A Primer On New York Product Liability Law

Michael Hoenig’s Product Liability column in The New York Law Journal, “Complexities Abound In Product Design Claims” (January 11, 2010), provides an excellent primer  on the law of product liability in New York state and a good discussion of the leading cases. (NYLJ.com requires a subscription to access. If you cannot download the article, Mr. Hoenig  will post the article within a couple of weeks on his law firm's web site).   Mr. Hoenig devotes the body of his article to a recent Appellate Division, First Department decision, Chow v. Reckitt & Colman Inc., 2010 NY Slip Op 00013 (App. Div., 1st Dept., Jan. 5, 2010).  There, a split First Department upheld the trial court's grant of summary judgment to the defendant manufacturer of of a drain cleaner called "Lewis Red Devil Lye", which blinded the plaintiff during an attempt to unclog a floor drain in the kitchen of the restaurant where he worked.  Applying the Court of Appeals standard in Voss v. Black & Decker Manufacturing Co, the court examined the 'risk-utility balancing' calculus, which often lies at the heart of a defective design product liability inquiry. In addition to Mr. Hoenig’s “refresher” survey of the law of product design liability, he directs his readers to the commentary issued by the Committee on Pattern Jury Instructions of the Association of Justices of the Supreme Court of the State of New York, particularly PJI 2:120. For further reading, a thoughtful discussion of PJI 2:120 appears in a 2008 article "New  Design-Defect Jury Instructions: Catching 'Denny' " by Stephen R. Blacklocks, a partner in Hunton & Wiliams'  New York office.  As Mr. Hoenig states in the conclusion of NYLJ article, “Mastery of the legal principles – our survey merely scratches the surface – is indispensable in perfecting one’s advocacy.”  When your client next assigns you a new case for  you to defend, take a few minutes to review Mr. Hoenig's primer to remind yourself just how many hurdles plaintiff's counsel needs to overcome to make out a prima facie case of design defect. 
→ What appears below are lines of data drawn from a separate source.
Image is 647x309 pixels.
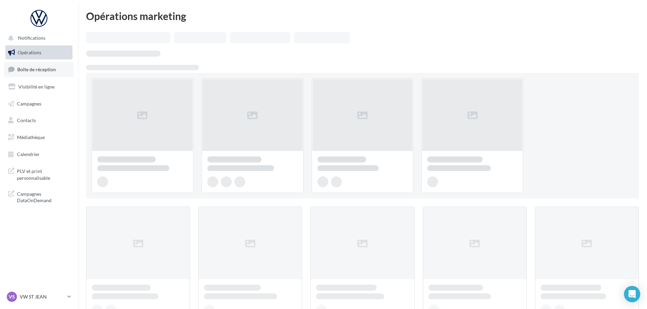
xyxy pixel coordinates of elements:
[18,49,41,55] span: Opérations
[4,97,74,111] a: Campagnes
[86,11,639,21] div: Opérations marketing
[17,117,36,123] span: Contacts
[4,113,74,127] a: Contacts
[18,35,45,41] span: Notifications
[4,186,74,206] a: Campagnes DataOnDemand
[4,62,74,77] a: Boîte de réception
[17,166,70,181] span: PLV et print personnalisable
[17,66,56,72] span: Boîte de réception
[20,293,65,300] p: VW ST JEAN
[17,189,70,204] span: Campagnes DataOnDemand
[9,293,15,300] span: VS
[4,130,74,144] a: Médiathèque
[4,164,74,184] a: PLV et print personnalisable
[17,151,40,157] span: Calendrier
[5,290,72,303] a: VS VW ST JEAN
[4,45,74,60] a: Opérations
[624,286,640,302] div: Open Intercom Messenger
[4,80,74,94] a: Visibilité en ligne
[18,84,55,89] span: Visibilité en ligne
[17,134,45,140] span: Médiathèque
[17,100,41,106] span: Campagnes
[4,147,74,161] a: Calendrier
Expert Reports Ghostwritten By Counsel

Over the years, I have become an enormous fan of Michael Hoenig, a partner at Herzfeld & Rubin, who writes the Products Liability column in The New York Law Journal. More than any other product liability commentator, Mr. Hoenig has served as a muse and inspiration. His columns are thoughtful and well-written. 

Mr. Hoenig’s column titled, “When Attorneys Ghostwrite Experts’ Reports,” published December 14, 2009, is a case in point. Shortly after the column appeared, I prepared a motion for filing in the EDNY to disqualify an adversary’s expert after he confessed in deposition to not preparing his own expert report. In his article,  Mr. Hoenig poses the following questions: How much attorney involvement in the drafting of experts’ reports is permissible? Must the entire work product be that of the expert? Or, at the other extreme, would it be acceptable for an attorney to draft the entire expert’s report with the expert “adopting” it? And, if at least some lawyer input is tolerable, then what is the boundary line between permission and perdition? Federal Rule of Civil Procedure 26(a)(2)(B) calls for disclosure of experts retained or specially employed to provide expert testimony and which “must be accompanied by a written report prepared and signed by the witness.” Mr. Hoenig discusses the federal district court case law discussing the circumstances under which an expert’s failure to prepare his own report might lead to his being barred from testifying at trial. In evaluating the individual facts presented to determine Rule 26 compliance, courts will most likely base their decisions not on who actually penned the report but, rather, whose opinions and analysis the report contains. One federal district court has held that “substantial participation” by the expert in the preparation of the report is required. Even if your motion to disqualify the expert altogether does not succeed, if you can demonstrate to the trial court that much of the expert’s report was ghostwritten by your adversary, the court may be more kindly disposed to your Daubert arguments. After all, if the expert cannot be bothered to write his own report, how painstaking can his methodology be?